Thomasine Bonaventure: the true story

Richard Carew was the first to record the story of Thomasine Bonaventure, a poor young shepherdess of Week St Mary in north Cornwall, who was carried off to London by a rich merchant who happened to be passing. He wrote that he ‘saw her, heeded her, liked her, begged her of her poor parents, and carried her to his home’ in the City. There she made her fortune through a series of marriages to wealthy merchants. Davies Gilbert in 1838 wrote that in her later years when a widow she was actively using her money for ‘repairing highways, building bridges, endowing or providing funds for poor maids, relieving prisoners feeding and apparelling poor people’. Robert Stephen Hawker then popularised the tale in the 1870s, inventing several more elements.

Some of the story is true. However, the romantic rags to riches story you’ll come across online has been embellished many times and is as much myth as the tale of John Tregeagle. The facts are more prosaic. For a start, Thomasine was not a shepherdess from a poor family eking out its living in a remote hovel. In fact, they were of minor gentry rank. Her brother Richard became a rector in Kent, in which county Thomasine’s parents were buried.

Thomasine had gone to London around 1460, then aged 20 or so. She was possibly introduced by her brother and became a servant to a tailor in the city – Richard Norden. After a few years she married another merchant tailor, Henry Galle, but he died in 1466, leaving her his business. She had obviously already been involved in it and ran it herself for a little while before re-marrying in 1467. Her second husband was Thomas Barnaby, who was yet another merchant tailor. Barnaby was even less lucky than Galle and expired just a few months after the wedding.

Two years later Thomasine was marrying her third husband. This was Sir John Percyval, a tailor and cloth merchant.
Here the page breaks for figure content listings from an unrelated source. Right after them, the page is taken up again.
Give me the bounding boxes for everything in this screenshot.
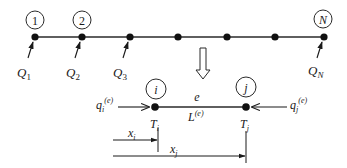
temp-label-Tj: Tj: [240, 117, 250, 133]
mesh-node: [126, 33, 133, 40]
node-number-N: N: [318, 13, 328, 27]
node-label-2: 2: [73, 11, 91, 29]
mesh-node: [78, 33, 85, 40]
mesh-node: [223, 33, 230, 40]
element-detail: i j e L(e) qi(e) qj(e) Ti Tj xi xj: [96, 77, 307, 163]
coord-label-xi: xi: [127, 126, 136, 142]
diagram-canvas: 1 2 N Q1 Q2 Q3 QN i: [0, 0, 347, 168]
fem-diagram: 1 2 N Q1 Q2 Q3 QN i: [0, 0, 347, 168]
node-label-j: j: [236, 77, 256, 97]
element-length-label: L(e): [187, 109, 204, 124]
load-label-QN: QN: [308, 63, 324, 80]
element-node-i: [151, 103, 159, 111]
element-label-e: e: [194, 90, 200, 104]
load-label-Q3: Q3: [113, 65, 127, 82]
node-number-1: 1: [32, 14, 38, 28]
node-label-N: N: [314, 10, 332, 28]
coord-label-xj: xj: [169, 142, 178, 158]
global-mesh: 1 2 N Q1 Q2 Q3 QN: [17, 10, 332, 82]
mesh-node: [31, 33, 38, 40]
load-arrow-icon: [123, 42, 128, 58]
node-label-1: 1: [26, 11, 44, 29]
mesh-node: [320, 33, 327, 40]
mesh-node: [174, 33, 181, 40]
load-arrow-icon: [317, 42, 322, 58]
node-number-2: 2: [79, 14, 85, 28]
load-label-Q1: Q1: [17, 65, 31, 82]
node-j-text: j: [242, 81, 248, 95]
load-label-Q2: Q2: [66, 65, 80, 82]
mesh-node: [271, 33, 278, 40]
hollow-down-arrow-icon: [196, 48, 210, 79]
load-arrow-icon: [28, 42, 33, 58]
load-arrow-icon: [75, 42, 80, 58]
element-node-j: [242, 103, 250, 111]
node-label-i: i: [146, 79, 166, 99]
flux-label-qj: qj(e): [290, 96, 307, 114]
node-i-text: i: [154, 83, 157, 97]
flux-label-qi: qi(e): [96, 96, 113, 114]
Unlike the others, the ambitious Percyval survived the marriage and became Lord Mayor of London in 1498. He died in 1503, passing on his business interests to his childless widow, who had helped him run it.

Part of the old school building,now a holiday home

She traded alone after his death from her house in Lombard Street in the City of London and was wealthy enough to be ‘requested’ to make a forced ‘loan’ to the Crown in 1508. Thomasine died in turn in 1512 but before then she had endowed a grammar school to educate poor children in her native parish of Week St Mary. This only survived until around 1550 however, when it was shut down by Edward VI’s government.

Not exactly rags to riches, Thomasine’s biography nevertheless illustrates how a capable woman of the late medieval period was able to benefit from her intelligence and drive, coupled with some fortunate marriages and the high mortality rate of London in her days. It also shows how some of those who migrated out of Cornwall retained an affection for the place of their birth.

3 thoughts on “Thomasine Bonaventure: the true story

  1. Hi, the undermentioned URL mentions that she died aged 89 in 1539, although her will is dated 1512. Kind regards from South Africa, Neil + Shaggy.